We haven't been able to take payment
You must update your payment details via My Account or by clicking update payment details to keep your subscription.
Act now to keep your subscription
We've tried to contact you several times as we haven't been able to take payment. You must update your payment details via My Account or by clicking update payment details to keep your subscription.
Your subscription is due to terminate
We've tried to contact you several times as we haven't been able to take payment. You must update your payment details via My Account, otherwise your subscription will terminate.

Nimby insurance to cover housing blight

HOMEOWNERS concerned that their property may be blighted by a wind farm, a mobile phone mast or noisy neighbours can now take out an insurance policy to protect the value of their house.

A payout of up to £100,000 in the event of home blight is being marketed for the sum of £12 a month. It is the most important development in the insurance market since subsidence cover was introduced widely in the 1970s and is certain to appeal to the nation’s Nimby (Not in my backyard) mentality.

A condition of the policy is that it must be taken out within 13 weeks of moving to a new property or remortgaging if a local authority search was carried out. Owners must also sign a declaration saying that they are unaware of any current problems of threats to the property. The new policy is being offered by Lucas Fettes & Partners, London-based brokers, and underwritten by Lloyd’s of London syndicates, to protect householders against unforeseen events that knock thousands of pounds off the value of a home.

The payouts will be possible only if an owner decides to sell up and move away from the blight. The owner will then receive his selling price plus the estimated loss in value, which is to be worked out by a chartered surveyor. The policy will also cover moving costs and legal fees.

Payouts will be made if people are affected by nuisances including the construction of new roads, airports, prisons and other secure establishments, schools and hospitals.

Advertisement

Besides noisy neighbours, householders would also be eligible to claim if a noisy brothel or massage parlour was set up next door. It will also cover unexpected wind turbines, pylons and aerials, sports grounds, railways, tramways and undergrounds, factories, shopping centres, sewage works, housing estates and power stations.

At present the policy is available only for houses valued at under £400,000, which covers 90 per cent of the country’s 24 million private homes.

Richard Heighton, director of the company, said that loss adjustors believed that householders lost up to 25 per cent of the value of their homes if the property suffered from neighbourhood blight and this was why they had introduced a £100,000 payout limit on £400,000 houses.

He said that they had made it a condition for the policy owner to move homes to prevent any insurance scams. “We could not, for example, allow someone to claim the money and stay put otherwise we would have situations where people persuade their neighbours to be noisy, claim the money and then give their neighbours a cut,” he said.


The records that follow must be reproduced in full, exactly as written.

[Source records]
□ □ □ □
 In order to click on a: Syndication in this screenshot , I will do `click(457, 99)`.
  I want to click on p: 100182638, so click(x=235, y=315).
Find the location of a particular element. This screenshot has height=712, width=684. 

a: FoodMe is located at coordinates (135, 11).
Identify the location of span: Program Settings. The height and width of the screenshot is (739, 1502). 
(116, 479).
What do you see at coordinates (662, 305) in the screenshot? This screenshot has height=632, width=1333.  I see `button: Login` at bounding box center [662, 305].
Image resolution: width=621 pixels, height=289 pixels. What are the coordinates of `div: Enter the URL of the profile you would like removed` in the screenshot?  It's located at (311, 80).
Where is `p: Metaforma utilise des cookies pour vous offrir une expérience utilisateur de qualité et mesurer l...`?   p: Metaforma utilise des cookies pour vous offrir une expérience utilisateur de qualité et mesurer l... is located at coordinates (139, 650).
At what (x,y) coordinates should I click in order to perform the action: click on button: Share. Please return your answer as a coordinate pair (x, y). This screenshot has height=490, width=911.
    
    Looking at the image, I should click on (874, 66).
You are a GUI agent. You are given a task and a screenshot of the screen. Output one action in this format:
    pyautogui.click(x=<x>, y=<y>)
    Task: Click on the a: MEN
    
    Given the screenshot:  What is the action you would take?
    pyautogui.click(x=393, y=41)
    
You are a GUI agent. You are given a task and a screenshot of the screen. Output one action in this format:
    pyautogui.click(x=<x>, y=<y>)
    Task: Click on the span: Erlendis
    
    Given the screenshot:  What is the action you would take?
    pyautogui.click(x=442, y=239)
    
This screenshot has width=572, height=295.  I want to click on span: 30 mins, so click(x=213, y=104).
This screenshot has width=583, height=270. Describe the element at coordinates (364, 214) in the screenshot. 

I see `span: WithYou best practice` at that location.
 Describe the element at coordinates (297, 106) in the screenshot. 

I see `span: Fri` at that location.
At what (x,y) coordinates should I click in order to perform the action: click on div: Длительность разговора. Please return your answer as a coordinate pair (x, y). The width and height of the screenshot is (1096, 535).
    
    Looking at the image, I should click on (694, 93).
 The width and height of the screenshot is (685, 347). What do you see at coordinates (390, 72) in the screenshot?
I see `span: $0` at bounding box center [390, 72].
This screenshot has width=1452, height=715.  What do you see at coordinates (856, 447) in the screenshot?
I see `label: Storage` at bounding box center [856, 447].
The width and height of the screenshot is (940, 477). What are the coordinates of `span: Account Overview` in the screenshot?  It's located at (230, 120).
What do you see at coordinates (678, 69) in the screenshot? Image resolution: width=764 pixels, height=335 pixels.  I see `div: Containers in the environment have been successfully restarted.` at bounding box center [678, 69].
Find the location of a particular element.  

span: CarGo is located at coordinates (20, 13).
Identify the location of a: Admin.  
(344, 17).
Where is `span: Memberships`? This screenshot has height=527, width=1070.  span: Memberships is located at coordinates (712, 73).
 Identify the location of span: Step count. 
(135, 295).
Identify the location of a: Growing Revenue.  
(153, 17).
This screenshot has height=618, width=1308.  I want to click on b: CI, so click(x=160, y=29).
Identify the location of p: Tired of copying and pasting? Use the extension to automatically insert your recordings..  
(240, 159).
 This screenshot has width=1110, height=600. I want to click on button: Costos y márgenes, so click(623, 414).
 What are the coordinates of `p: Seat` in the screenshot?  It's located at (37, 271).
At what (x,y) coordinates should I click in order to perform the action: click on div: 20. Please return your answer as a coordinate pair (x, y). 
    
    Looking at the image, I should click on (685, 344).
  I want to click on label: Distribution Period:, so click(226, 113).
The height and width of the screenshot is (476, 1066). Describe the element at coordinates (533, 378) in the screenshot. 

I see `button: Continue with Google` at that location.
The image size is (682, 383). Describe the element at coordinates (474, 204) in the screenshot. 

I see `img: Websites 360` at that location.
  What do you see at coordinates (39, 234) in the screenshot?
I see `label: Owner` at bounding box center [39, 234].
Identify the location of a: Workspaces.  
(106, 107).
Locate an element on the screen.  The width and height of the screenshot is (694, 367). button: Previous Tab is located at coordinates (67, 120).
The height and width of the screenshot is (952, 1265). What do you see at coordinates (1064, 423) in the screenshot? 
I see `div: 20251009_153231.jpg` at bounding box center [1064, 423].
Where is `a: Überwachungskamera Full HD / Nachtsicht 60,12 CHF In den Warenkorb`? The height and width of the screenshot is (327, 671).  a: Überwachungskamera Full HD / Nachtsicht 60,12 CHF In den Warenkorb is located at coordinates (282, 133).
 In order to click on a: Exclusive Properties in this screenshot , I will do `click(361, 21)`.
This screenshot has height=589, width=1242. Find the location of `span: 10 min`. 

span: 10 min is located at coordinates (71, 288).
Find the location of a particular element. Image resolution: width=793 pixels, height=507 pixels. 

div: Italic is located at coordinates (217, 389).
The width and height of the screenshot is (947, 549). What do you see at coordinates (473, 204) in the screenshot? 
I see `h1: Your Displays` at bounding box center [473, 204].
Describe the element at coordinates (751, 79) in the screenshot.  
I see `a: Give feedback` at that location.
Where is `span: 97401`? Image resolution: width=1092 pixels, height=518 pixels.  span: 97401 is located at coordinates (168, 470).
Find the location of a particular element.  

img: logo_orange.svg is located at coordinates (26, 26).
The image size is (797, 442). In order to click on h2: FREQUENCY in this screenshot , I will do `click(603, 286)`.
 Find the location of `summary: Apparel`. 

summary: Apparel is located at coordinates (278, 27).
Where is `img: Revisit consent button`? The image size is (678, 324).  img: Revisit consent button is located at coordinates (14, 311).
□ □ □ □
▶ _Solution to the problem_
 In order to click on a: Syndication in this screenshot , I will do `click(457, 99)`.
  I want to click on p: 100182638, so click(x=235, y=315).
Find the location of a particular element. This screenshot has height=712, width=684. 

a: FoodMe is located at coordinates (135, 11).
Identify the location of span: Program Settings. The height and width of the screenshot is (739, 1502). 
(116, 479).
What do you see at coordinates (662, 305) in the screenshot? This screenshot has height=632, width=1333.  I see `button: Login` at bounding box center [662, 305].
Image resolution: width=621 pixels, height=289 pixels. What are the coordinates of `div: Enter the URL of the profile you would like removed` in the screenshot?  It's located at (311, 80).
Where is `p: Metaforma utilise des cookies pour vous offrir une expérience utilisateur de qualité et mesurer l...`?   p: Metaforma utilise des cookies pour vous offrir une expérience utilisateur de qualité et mesurer l... is located at coordinates (139, 650).
At what (x,y) coordinates should I click in order to perform the action: click on button: Share. Please return your answer as a coordinate pair (x, y). This screenshot has height=490, width=911.
    
    Looking at the image, I should click on (874, 66).
You are a GUI agent. You are given a task and a screenshot of the screen. Output one action in this format:
    pyautogui.click(x=<x>, y=<y>)
    Task: Click on the a: MEN
    
    Given the screenshot:  What is the action you would take?
    pyautogui.click(x=393, y=41)
    
You are a GUI agent. You are given a task and a screenshot of the screen. Output one action in this format:
    pyautogui.click(x=<x>, y=<y>)
    Task: Click on the span: Erlendis
    
    Given the screenshot:  What is the action you would take?
    pyautogui.click(x=442, y=239)
    
This screenshot has width=572, height=295.  I want to click on span: 30 mins, so click(x=213, y=104).
This screenshot has width=583, height=270. Describe the element at coordinates (364, 214) in the screenshot. 

I see `span: WithYou best practice` at that location.
 Describe the element at coordinates (297, 106) in the screenshot. 

I see `span: Fri` at that location.
At what (x,y) coordinates should I click in order to perform the action: click on div: Длительность разговора. Please return your answer as a coordinate pair (x, y). The width and height of the screenshot is (1096, 535).
    
    Looking at the image, I should click on (694, 93).
 The width and height of the screenshot is (685, 347). What do you see at coordinates (390, 72) in the screenshot?
I see `span: $0` at bounding box center [390, 72].
This screenshot has width=1452, height=715.  What do you see at coordinates (856, 447) in the screenshot?
I see `label: Storage` at bounding box center [856, 447].
The width and height of the screenshot is (940, 477). What are the coordinates of `span: Account Overview` in the screenshot?  It's located at (230, 120).
What do you see at coordinates (678, 69) in the screenshot? Image resolution: width=764 pixels, height=335 pixels.  I see `div: Containers in the environment have been successfully restarted.` at bounding box center [678, 69].
Find the location of a particular element.  

span: CarGo is located at coordinates (20, 13).
Identify the location of a: Admin.  
(344, 17).
Where is `span: Memberships`? This screenshot has height=527, width=1070.  span: Memberships is located at coordinates (712, 73).
 Identify the location of span: Step count. 
(135, 295).
Identify the location of a: Growing Revenue.  
(153, 17).
This screenshot has height=618, width=1308.  I want to click on b: CI, so click(x=160, y=29).
Identify the location of p: Tired of copying and pasting? Use the extension to automatically insert your recordings..  
(240, 159).
 This screenshot has width=1110, height=600. I want to click on button: Costos y márgenes, so click(623, 414).
 What are the coordinates of `p: Seat` in the screenshot?  It's located at (37, 271).
At what (x,y) coordinates should I click in order to perform the action: click on div: 20. Please return your answer as a coordinate pair (x, y). 
    
    Looking at the image, I should click on (685, 344).
  I want to click on label: Distribution Period:, so click(226, 113).
The height and width of the screenshot is (476, 1066). Describe the element at coordinates (533, 378) in the screenshot. 

I see `button: Continue with Google` at that location.
The image size is (682, 383). Describe the element at coordinates (474, 204) in the screenshot. 

I see `img: Websites 360` at that location.
  What do you see at coordinates (39, 234) in the screenshot?
I see `label: Owner` at bounding box center [39, 234].
Identify the location of a: Workspaces.  
(106, 107).
Locate an element on the screen.  The width and height of the screenshot is (694, 367). button: Previous Tab is located at coordinates (67, 120).
The height and width of the screenshot is (952, 1265). What do you see at coordinates (1064, 423) in the screenshot? 
I see `div: 20251009_153231.jpg` at bounding box center [1064, 423].
Where is `a: Überwachungskamera Full HD / Nachtsicht 60,12 CHF In den Warenkorb`? The height and width of the screenshot is (327, 671).  a: Überwachungskamera Full HD / Nachtsicht 60,12 CHF In den Warenkorb is located at coordinates (282, 133).
 In order to click on a: Exclusive Properties in this screenshot , I will do `click(361, 21)`.
This screenshot has height=589, width=1242. Find the location of `span: 10 min`. 

span: 10 min is located at coordinates (71, 288).
Find the location of a particular element. Image resolution: width=793 pixels, height=507 pixels. 

div: Italic is located at coordinates (217, 389).
The width and height of the screenshot is (947, 549). What do you see at coordinates (473, 204) in the screenshot? 
I see `h1: Your Displays` at bounding box center [473, 204].
Describe the element at coordinates (751, 79) in the screenshot.  
I see `a: Give feedback` at that location.
Where is `span: 97401`? Image resolution: width=1092 pixels, height=518 pixels.  span: 97401 is located at coordinates (168, 470).
Find the location of a particular element.  

img: logo_orange.svg is located at coordinates (26, 26).
The image size is (797, 442). In order to click on h2: FREQUENCY in this screenshot , I will do `click(603, 286)`.
 Find the location of `summary: Apparel`. 

summary: Apparel is located at coordinates (278, 27).
Where is `img: Revisit consent button`? The image size is (678, 324).  img: Revisit consent button is located at coordinates (14, 311).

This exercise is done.